Collaborators from her previous performances (set designer Lauryna Liepaitė, costume designer Flore Vauvillé, actor Gediminas Rimeika) are involved in the creative process of acting. Does this performance have any other connection to your previous work? What are they?

This performance has perhaps fewer connections with previous works, since the performance is thought as if it were for me, a rethinking of my present. It is a cliché, but it is very difficult for my generation to communicate with their parents.

My parents grew up in a world that no longer exists. The Soviet bloc closed, disappeared. I look at the adults around me and I think they often don’t know what they are doing. Do what you do best because you can no longer learn anything.

Aren’t these still the same teens whose bodies have grown and aged?

The artists who co-create this performance are, first and foremost, my peers. We are on the same wave of thought with them: we think similarly, we speak similarly, similar things excite us.

You are rehearsing with an actor, future work is a mono-performance. You cast actor Gediminas Rimeikas for the main and only role. What are the challenges of experiencing this genre together?

Working with an actor is an intimate challenge, and at the same time a professional laboratory, because I am very close to the person I work with. I know him better and better, I see a growing spectrum of internal voices.

I look for ways to mobilize it and free it from inertia, to see the text in one direction. It is a very fun process. The most important thing is that we are one year old, we are very similar, we come from the same city, our childhood experiences similar, the same fashions that prevailed in our backyards as we grew up.

After all, this formed our communication. I mean we speak the same language.

The most interesting thing is that the entire burden of the performance will fall on your shoulders. You must understand that you are alone on stage and will not wait for your partner to come. The partner is his interior, his face, his emotions, his warmest and coldest voices …

The challenge, I think, is knowing what is weaker in this story and what is stronger when there is only one person on stage with whom we seek the language of this performance.

What character do you see in this piece? What themes does it unlock?

Because those stories are very personal, they come from childhood, adolescence, I see the protagonist already out of that tension, those infernal living conditions, that disgust, that discord, the broken dreams of his parents …

With this environment, it seems that he has already broken his relationship because it counts, he talks about it without any personality. I want the character to see the scenes that he tells about himself, from the side.

After all, there are many childish and adolescent extremes and parental excuses in such behavior. It’s like a children’s fight in a sandbox, only to the extent that those children have long been in adult bodies.

I want it to be impersonal, I want it to be brilliant.

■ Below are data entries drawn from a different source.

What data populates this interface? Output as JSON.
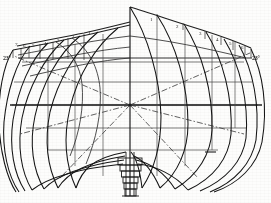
{
  "figure": {
    "kind": "ship-hull-body-plan",
    "background_color": "#fdfdfc",
    "ink_color": "#262626",
    "grid_color": "#555555",
    "centerline_x": 130,
    "base_y": 196
  },
  "labels": {
    "right_angle": "23°",
    "left_angle": "23°",
    "left_station": "7",
    "stations_right": [
      "1",
      "2",
      "3",
      "4",
      "5",
      "6"
    ],
    "stations_left": [
      "1",
      "2",
      "3",
      "4",
      "5",
      "6",
      "7"
    ],
    "mark_right": "—"
  },
  "annotations": [
    {
      "name": "left-angle-label",
      "text": "23°",
      "x": 5,
      "y": 60
    },
    {
      "name": "left-station-7",
      "text": "7",
      "x": 15,
      "y": 48
    },
    {
      "name": "left-station-6",
      "text": "6",
      "x": 23,
      "y": 48
    },
    {
      "name": "left-station-5",
      "text": "5",
      "x": 31,
      "y": 48
    },
    {
      "name": "left-station-4",
      "text": "4",
      "x": 42,
      "y": 45
    },
    {
      "name": "left-station-3",
      "text": "3",
      "x": 55,
      "y": 43
    },
    {
      "name": "left-station-2",
      "text": "2",
      "x": 70,
      "y": 39
    },
    {
      "name": "left-station-1",
      "text": "1",
      "x": 85,
      "y": 36
    },
    {
      "name": "right-station-1",
      "text": "1",
      "x": 152,
      "y": 21
    },
    {
      "name": "right-station-2",
      "text": "2",
      "x": 178,
      "y": 23
    },
    {
      "name": "right-station-3",
      "text": "3",
      "x": 200,
      "y": 29
    },
    {
      "name": "right-station-4",
      "text": "4",
      "x": 216,
      "y": 34
    },
    {
      "name": "right-station-5",
      "text": "5",
      "x": 228,
      "y": 38
    },
    {
      "name": "right-station-6",
      "text": "6",
      "x": 240,
      "y": 42
    },
    {
      "name": "right-angle-label",
      "text": "23°",
      "x": 252,
      "y": 58
    }
  ],
  "geometry": {
    "waterlines_y": [
      62,
      82,
      105,
      128,
      150
    ],
    "full_waterline_y": 105,
    "buttocks_x": [
      48,
      75,
      103,
      130,
      157,
      185,
      212
    ],
    "sheer_left": "M 14,50 L 30,47 L 52,43 L 78,37 L 104,31 L 130,26",
    "sheer_right": "M 130,7 L 160,17 L 190,26 L 215,34 L 240,42 L 250,47",
    "centerline": "M 130,7 L 130,196",
    "hull_left_outer": "M 14,50 C 6,72 8,104 20,130 C 33,158 62,178 100,186",
    "hull_right_outer": "M 250,47 C 262,72 260,104 247,131 C 233,160 200,180 160,187"
  },
  "station_curves_right": [
    "M 130,7 C 152,40 162,86 160,132 C 159,158 152,176 140,187",
    "M 160,17 C 180,48 190,92 186,134 C 183,160 172,178 152,188",
    "M 190,26 C 208,56 216,96 212,136 C 208,162 192,180 166,188",
    "M 215,34 C 231,62 238,100 234,138 C 229,163 212,181 180,189",
    "M 240,42 C 253,68 258,104 253,140 C 247,165 226,183 192,190",
    "M 250,47 C 262,72 266,106 260,142 C 253,168 230,185 200,191"
  ],
  "station_curves_left": [
    "M 104,31 C 80,52 62,82 54,116 C 48,144 52,170 62,188",
    "M 78,37 C 56,56 40,86 33,118 C 28,146 32,170 42,188",
    "M 52,43 C 34,60 22,88 17,120 C 13,148 18,172 28,189",
    "M 30,47 C 18,63 10,90 8,121 C 6,149 12,174 22,190",
    "M 14,50 C 5,66 0,92 0,122 C 0,150 6,176 16,191"
  ],
  "diagonals": [
    "M 130,105 L 14,56",
    "M 130,105 L 22,132",
    "M 130,105 L 60,177",
    "M 130,105 L 250,53",
    "M 130,105 L 243,133",
    "M 130,105 L 198,178"
  ],
  "keel": {
    "steps": [
      {
        "x": 118,
        "y": 160,
        "w": 24,
        "h": 7
      },
      {
        "x": 120,
        "y": 167,
        "w": 21,
        "h": 6
      },
      {
        "x": 121,
        "y": 173,
        "w": 19,
        "h": 6
      },
      {
        "x": 122,
        "y": 179,
        "w": 17,
        "h": 6
      },
      {
        "x": 123,
        "y": 185,
        "w": 15,
        "h": 6
      },
      {
        "x": 124,
        "y": 191,
        "w": 13,
        "h": 6
      }
    ]
  }
}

Because of the kind of life we ​​have been through, we no longer have to feel guilty or hurt because it has already been lived and therefore it is over.

This text will go straight to the hearts of many, it is an exceptionally universal story. We in our thirties are thinking about how to build our families. How to be a father? Mommy?

But then we become parents, we get engaged. And images of our families accompany us, they are not always pretty.

I think maybe these fears and our current neuroses are the result of dreams killed by our families, parents. I can rarely see and understand everything as clearly as in the palm of my hand while reading something.

I contacted the author, he promised to come to the premiere. It will be interesing. I believe that this text is the key to speak directly and without metaphors about the tectonic fault that separates us from our parents.

The Lithuanian National Drama Theater premiere “Who Killed My Father” on July 14-15. It will take place at the Lithuanian Medical Library (spectators will be welcomed at the Žemaitė sculpture, Žemaitė Square, Gedimino Avenue). After that, the performance will be shown in the newly built LNDT Small Hall. July 15, the performance will be broadcast live online.